I hit the bandana away with the back of my fist. Will you bury him? At my shout, I noticed the rest of the regiment averting their eyes to work, even in the lull of battle.
Why cant you? Gallagher said. He stuffed the bandana into his pocket.
My hand touched the steel inside my jacket. Because I have to deliver
Burry him, Gallagher said, nodding toward the soil-stained sheet over human form on the other side of the trench, Hell get a mass grave otherwise.
I walked across the trench, the caked earth cracking under my steps, and slung the sheet and human bundle over my back.
Caine, Gallagher watched me cross back and lean a wood ladder against the wall, I wasnt serious.
Youre a Lance Corporal, I said and braced the highest rung I could reach, That was an order. Bomb blasts started up again in the distance, ours or the separatists, all I could tell that they centered north of us. I lifted, brought my first foot to the rung.
Private! Gallagher shouted, Leave this trench, so help me a small shell splintered the trees to my back, but I climbed up the ladder and into the cannon clearing.
Lights from the separatist line flickered ahead five-hundred feet. Their shouts, English, Spanish, human, rang into my ears, the last: Lanzen grenades!

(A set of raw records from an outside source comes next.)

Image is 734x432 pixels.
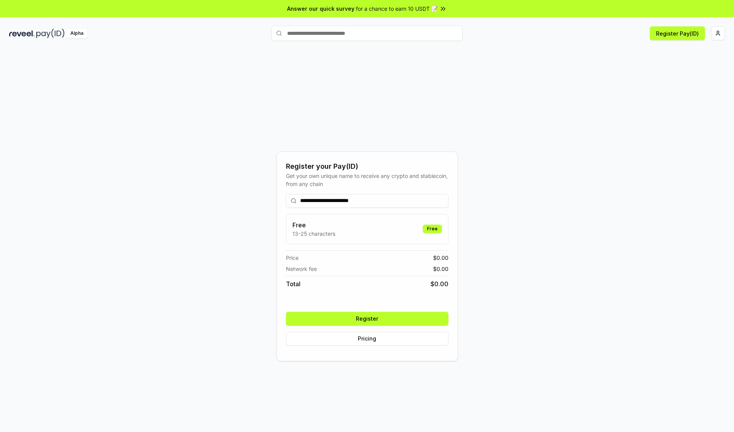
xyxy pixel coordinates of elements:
[9,29,35,38] img: reveel_dark
[286,332,449,345] button: Pricing
[286,265,317,273] span: Network fee
[293,229,335,238] p: 13-25 characters
[433,265,449,273] span: $ 0.00
[293,220,335,229] h3: Free
[431,279,449,288] span: $ 0.00
[66,29,88,38] div: Alpha
[286,172,449,188] div: Get your own unique name to receive any crypto and stablecoin, from any chain
[423,225,442,233] div: Free
[433,254,449,262] span: $ 0.00
[286,254,299,262] span: Price
[286,312,449,325] button: Register
[287,5,355,13] span: Answer our quick survey
[286,279,301,288] span: Total
[286,161,449,172] div: Register your Pay(ID)
[356,5,438,13] span: for a chance to earn 10 USDT 📝
[36,29,65,38] img: pay_id
[650,26,705,40] button: Register Pay(ID)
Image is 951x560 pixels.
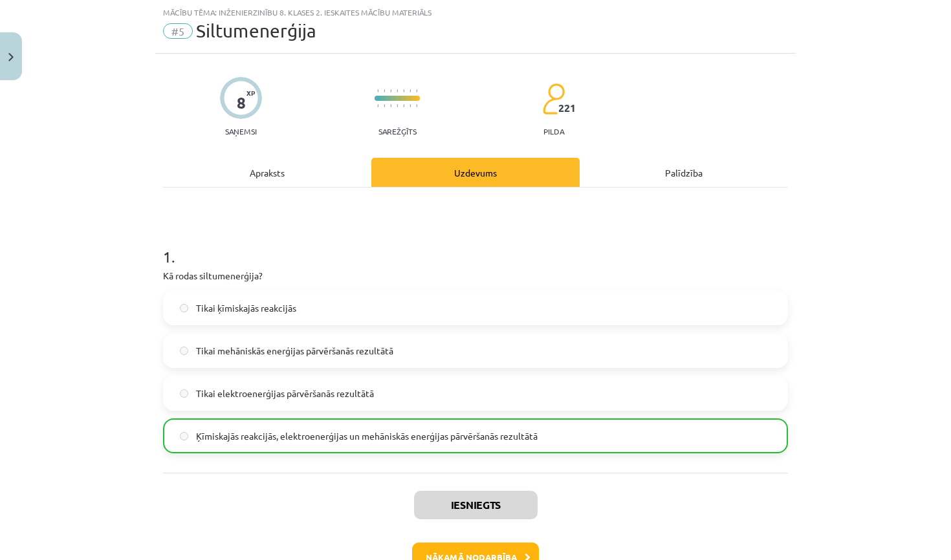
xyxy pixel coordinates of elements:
[390,89,392,92] img: icon-short-line-57e1e144782c952c97e751825c79c345078a6d821885a25fce030b3d8c18986b.svg
[163,158,372,187] div: Apraksts
[396,89,398,92] img: icon-short-line-57e1e144782c952c97e751825c79c345078a6d821885a25fce030b3d8c18986b.svg
[409,104,411,107] img: icon-short-line-57e1e144782c952c97e751825c79c345078a6d821885a25fce030b3d8c18986b.svg
[390,104,392,107] img: icon-short-line-57e1e144782c952c97e751825c79c345078a6d821885a25fce030b3d8c18986b.svg
[163,8,788,17] div: Mācību tēma: Inženierzinību 8. klases 2. ieskaites mācību materiāls
[236,93,246,112] div: 8
[403,89,404,92] img: icon-short-line-57e1e144782c952c97e751825c79c345078a6d821885a25fce030b3d8c18986b.svg
[9,53,14,61] img: icon-close-lesson-0947bae3869378f0d4975bcd49f059093ad1ed9edebbc8119c70593378902aed.svg
[196,429,537,443] span: Ķīmiskajās reakcijās, elektroenerģijas un mehāniskās enerģijas pārvēršanās rezultātā
[246,89,255,96] span: XP
[196,301,297,315] span: Tikai ķīmiskajās reakcijās
[377,104,379,107] img: icon-short-line-57e1e144782c952c97e751825c79c345078a6d821885a25fce030b3d8c18986b.svg
[180,432,188,440] input: Ķīmiskajās reakcijās, elektroenerģijas un mehāniskās enerģijas pārvēršanās rezultātā
[416,104,417,107] img: icon-short-line-57e1e144782c952c97e751825c79c345078a6d821885a25fce030b3d8c18986b.svg
[414,491,537,519] button: Iesniegts
[396,104,398,107] img: icon-short-line-57e1e144782c952c97e751825c79c345078a6d821885a25fce030b3d8c18986b.svg
[403,104,404,107] img: icon-short-line-57e1e144782c952c97e751825c79c345078a6d821885a25fce030b3d8c18986b.svg
[180,346,188,355] input: Tikai mehāniskās enerģijas pārvēršanās rezultātā
[180,389,188,398] input: Tikai elektroenerģijas pārvēršanās rezultātā
[384,104,385,107] img: icon-short-line-57e1e144782c952c97e751825c79c345078a6d821885a25fce030b3d8c18986b.svg
[384,89,385,92] img: icon-short-line-57e1e144782c952c97e751825c79c345078a6d821885a25fce030b3d8c18986b.svg
[409,89,411,92] img: icon-short-line-57e1e144782c952c97e751825c79c345078a6d821885a25fce030b3d8c18986b.svg
[372,158,579,187] div: Uzdevums
[579,158,788,187] div: Palīdzība
[379,126,416,136] p: Sarežģīts
[196,386,374,400] span: Tikai elektroenerģijas pārvēršanās rezultātā
[558,102,576,113] span: 221
[416,89,417,92] img: icon-short-line-57e1e144782c952c97e751825c79c345078a6d821885a25fce030b3d8c18986b.svg
[163,269,788,283] p: Kā rodas siltumenerģija?
[163,225,788,265] h1: 1 .
[163,24,193,38] span: #5
[196,20,317,41] span: Siltumenerģija
[180,304,188,312] input: Tikai ķīmiskajās reakcijās
[542,83,564,115] img: students-c634bb4e5e11cddfef0936a35e636f08e4e9abd3cc4e673bd6f9a4125e45ecb1.svg
[220,126,262,136] p: Saņemsi
[196,344,393,358] span: Tikai mehāniskās enerģijas pārvēršanās rezultātā
[544,126,564,136] p: pilda
[377,89,379,92] img: icon-short-line-57e1e144782c952c97e751825c79c345078a6d821885a25fce030b3d8c18986b.svg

A grenade flew, irrupted, its blast wall grazing the spot I stood three steps sooner. Pain pierced between my last two left ribs, but I continued forward. Another grenade showered soil into the trench. Gallaghers voice mixed with the others, shouting, Come back! Run! Caine!
A third grenade exploded in front of me. I shielded my face with a grit-crisp sleeve. The dust snowed down a fine layer of topsoil around the crater fifteen feet ahead. The grenades forgot me and concentrated on the southern regiments, but explosions rang in my ears as if they emanated from beneath my feet.
At the edge of the crater, bottom smoking, steaming a shallow pool of water, I set down Private DAnjou and my pack, then jumped. The water seeped into the sides of my boots. I pulled DAnjous body down he side where the water lifted the army blanket off his pale face. Red soil caked around his nose and eyes as they had mine, but the water washed this away, so he floated, pale and blonde, unnatural in the muck. I replaced the blanket over his head and climbed over the side.
I pushed the nose of the shovel from my pack into the soil, layering it into the grave. The grenades exploded closer, encircling me, but without damage, and over my shoulder I heard Gallagher shout, Dont fire, goddamn idiots! Caines out there!
Nationalist machinegun firerunning out of ammo for cannons, and the rumored tanks had yet to surface. The barrage blocked any extra-planetary reinforcements.
I patted down a final layer on the burial mound and jammed the shovel into the dirt. It stood straight as a marker. Helmet over my heart, I hummed Taps, the only thing that came to mind, as the words beat in my head: Day is done. Gones the sun. From the lakes, from the hills, from the skies. Safely rest, and said aloud, God is thine.